Agent 007 battles mysterious Dr. No, a scientific genius bent on destroying the U.S. space program. As the countdown to disaster begins, Bond must go to Jamaica, where he encounters beautiful Honey Ryder, to confront a megalomaniacal villain in his massive island headquarters.
Dr. No

A criminal organization has obtained two nuclear bombs and are asking for a 100 million pound ransom in the form of diamonds in seven days or they will use the weapons. The secret service sends James Bond to the Bahamas to once again save the world.
Thunderball

A dramatic history of Pu Yi, the last of the Emperors of China, from his lofty birth and brief reign in the Forbidden City, the object of worship by half a billion people; through his abdication, his decline and dissolute lifestyle; his exploitation by the invading Japanese, and finally to his obscure existence as just another peasant worker in the People's Republic.
The Last Emperor

A mysterious spacecraft captures Russian and American space capsules and brings the two superpowers to the brink of war. James Bond investigates the case in Japan and comes face to face with his archenemy Blofeld.
You Only Live Twice

A newly-developed microchip designed by Zorin Industries for the British Government that can survive the electromagnetic radiation caused by a nuclear explosion has landed in the hands of the KGB. James Bond must find out how and why. His suspicions soon lead him to big industry leader Max Zorin who forms a plan to destroy his only competition in Silicon Valley by triggering a massive earthquake in the San Francisco Bay.
A View to a Kill

Pulled from actual case histories and utilizing newsreel and documented narratives, the activities of spies from various countries are depicted as far back as the American Revolution and as recent as the Cold War.
Espionage

After Drax Industries' Moonraker space shuttle is hijacked, secret agent James Bond is assigned to investigate, traveling to California to meet the company's owner, the mysterious Hugo Drax. With the help of scientist Dr. Holly Goodhead, Bond soon uncovers Drax's nefarious plans for humanity, all the while fending off an old nemesis, Jaws, and venturing to Venice, Rio, the Amazon...and even outer space.
Moonraker

James Bond must investigate a mysterious murder case of a British agent in New Orleans. Soon he finds himself up against a gangster boss named Mr.
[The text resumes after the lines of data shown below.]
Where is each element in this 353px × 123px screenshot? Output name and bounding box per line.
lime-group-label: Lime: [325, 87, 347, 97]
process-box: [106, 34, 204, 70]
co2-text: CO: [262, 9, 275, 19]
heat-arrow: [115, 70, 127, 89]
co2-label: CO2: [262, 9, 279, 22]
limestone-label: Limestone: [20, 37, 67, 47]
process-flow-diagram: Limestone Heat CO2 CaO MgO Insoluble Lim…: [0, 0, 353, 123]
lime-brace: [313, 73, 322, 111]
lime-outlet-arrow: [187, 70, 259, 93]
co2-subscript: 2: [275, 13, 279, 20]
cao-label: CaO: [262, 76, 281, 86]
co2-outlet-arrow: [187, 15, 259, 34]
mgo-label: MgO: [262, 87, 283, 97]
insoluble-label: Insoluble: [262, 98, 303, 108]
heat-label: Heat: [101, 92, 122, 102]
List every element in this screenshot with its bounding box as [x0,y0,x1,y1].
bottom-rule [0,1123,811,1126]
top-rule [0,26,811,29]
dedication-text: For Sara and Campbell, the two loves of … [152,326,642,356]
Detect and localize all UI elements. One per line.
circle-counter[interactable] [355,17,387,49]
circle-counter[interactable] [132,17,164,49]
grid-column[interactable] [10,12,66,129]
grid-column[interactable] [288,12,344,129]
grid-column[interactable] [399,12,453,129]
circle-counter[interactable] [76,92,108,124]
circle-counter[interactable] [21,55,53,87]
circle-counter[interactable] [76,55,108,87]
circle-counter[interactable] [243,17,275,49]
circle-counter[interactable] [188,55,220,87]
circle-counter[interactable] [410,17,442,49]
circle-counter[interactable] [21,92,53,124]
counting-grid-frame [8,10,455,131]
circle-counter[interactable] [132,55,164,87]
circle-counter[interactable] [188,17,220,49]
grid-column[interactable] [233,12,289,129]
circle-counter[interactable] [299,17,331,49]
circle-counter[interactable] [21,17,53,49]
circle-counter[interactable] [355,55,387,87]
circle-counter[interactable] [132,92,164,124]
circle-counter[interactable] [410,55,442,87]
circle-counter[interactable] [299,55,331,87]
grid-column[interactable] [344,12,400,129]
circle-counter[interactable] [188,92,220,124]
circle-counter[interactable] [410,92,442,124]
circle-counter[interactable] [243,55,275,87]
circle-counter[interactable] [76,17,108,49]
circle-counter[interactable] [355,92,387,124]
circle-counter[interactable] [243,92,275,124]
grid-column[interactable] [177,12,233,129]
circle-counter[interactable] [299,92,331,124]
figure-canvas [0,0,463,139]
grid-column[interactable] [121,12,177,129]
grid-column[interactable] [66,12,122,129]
Big.
Live and Let Die

James Bond is sent to investigate after a fellow “00” agent is found dead with a priceless Indian Fabergé egg. Bond follows the mystery and uncovers a smuggling scandal and a Russian General who wants to provoke a new World War.
Octopussy

With the help of Marc-Ange Draco, head of the Unione Corse crime syndicate, and Draco's troubled daughter Tracy, James Bond tracks his archnemesis, Ernst Stravro Blofeld, to a mountaintop retreat in the Swiss Alps, where he is training an army of beautiful, lethal women.
On Her Majesty's Secret Service

After capturing the notorious drug lord Franz Sanchez, Bond's close friend and former CIA agent Felix Leiter is left for dead and his wife is murdered. Bond goes rogue and seeks vengeance on those responsible, as he infiltrates Sanchez's organization from the inside.
Licence to Kill

A British spy ship has sunk and on board was a hi-tech encryption device. James Bond is sent to find the device that holds British launching instructions before the enemy Soviets get to it first.
For Your Eyes Only

Russian and British submarines with nuclear missiles on board both vanish from sight without a trace. England and Russia both blame each other as James Bond tries to solve the riddle of the disappearing ships. But the KGB also has an agent on the case.
The Spy Who Loved Me

Cool government operative James Bond searches for a stolen invention that can turn the sun's heat into a destructive weapon. He soon crosses paths with the menacing Francisco Scaramanga, a hitman so skilled he has a seven-figure working fee. Bond then joins forces with the swimsuit-clad Mary Goodnight, and together they track Scaramanga to a Thai tropical isle hideout where the killer-for-hire lures the slick spy into a deadly maze for a final duel.
The Man with the Golden Gun

After a defecting Russian general reveals a plot to assassinate foreign spies, James Bond is assigned a secret mission to dispatch the new head of the KGB to prevent an escalation of tensions between the Soviet Union and the West.
The Living Daylights

Diamonds are stolen only to be sold again in the international market. James Bond infiltrates a smuggling mission to find out who's guilty. The mission takes him to Las Vegas where Bond meets his archenemy Blofeld.
Diamonds Are Forever

After Regina Lampert falls for the dashing Peter Joshua on a skiing holiday in the French Alps, she discovers upon her return to Paris that her husband has been murdered. Soon, she and Peter are giving chase to three of her late husband's World War II cronies, Tex, Scobie and Gideon, who are after a quarter of a million dollars the quartet stole while behind enemy lines.
Charade

Tom Ripley is a talented mimic, moocher, forger and all-around criminal improviser; but there's more to Tom Ripley than even he can guess.
Purple Noon

In 1940, the Royal Air Force fights a desperate battle against the might of the Luftwaffe for control of the skies over Britain, thus preventing an attempted Nazi invasion.
Battle of Britain

During routine manoeuvres near Hawaii in 1980, the aircraft-carrier USS Nimitz is caught in a strange vortex-like storm, throwing the ship back in time to 1941—mere hours before the Japanese attack on Pearl Harbor.